Saturday, July 18, 2009

Sunday Sabbath Poetry: Andrew Bird

Andrew Bird is a musical enigma to me. His 2005 and 2007 albums -- The Mysterious Productions of Eggs and Armchair Apocrypha, respectively -- while consistently daring and ingenuous in surprising ways, have never quite grabbed hold of me for the duration of the entire work, or for much time afterward, beyond a few sings each. However, his album from earlier this year, Noble Beast -- to which my friend Reid Overall graciously introduced me this past May, as we sat in his truck at 2:00 am in front of Abilene's own Starbucks, without a doubt the ideal time and place and circumstances for any musical reacquaintance -- has done the trick. The song below in particular, "Effigy," in both its lyrics and music, captures perfectly the impossible balance Bird somehow manages on Noble Beast between his peculiar style, his idiosyncratic poetry, and the indefatigable beauty resulting therefrom. Every so often, if the poem is from a song, I commend a trip to iTunes to download the song; this is one of those times.
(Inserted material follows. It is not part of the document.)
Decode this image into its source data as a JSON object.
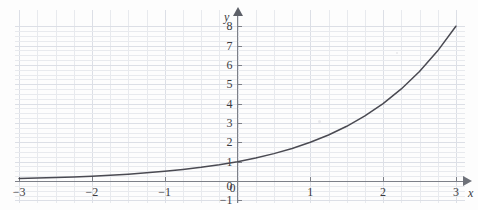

My own poem afterward is, unsurprisingly, a continuation of my recent infatuation with trees. Atlanta is filled with them, and no non-natural populated place as much as Emory University. I am unapologetically, then, as you might imagine, that guy who, when walking to and fro between general and theological libraries, nose planted in some thick book, stops, realizing where he is, and slowly lifts his eyes higher and higher upward, realizing he is walking at the feet of God's created giants. I will stand there, staring aghast in utter shock, mouth agape, with no sense for time or destination, indefinitely. I have seen these trees hundreds of times by now, and I simply cannot get over them (not to mention the fact that I have now seen them through four seasons!). And so as I walked among these old friends this past week I realized that I am quickly losing the ability to pass by them without stopping or without immediately writing a poem, or both.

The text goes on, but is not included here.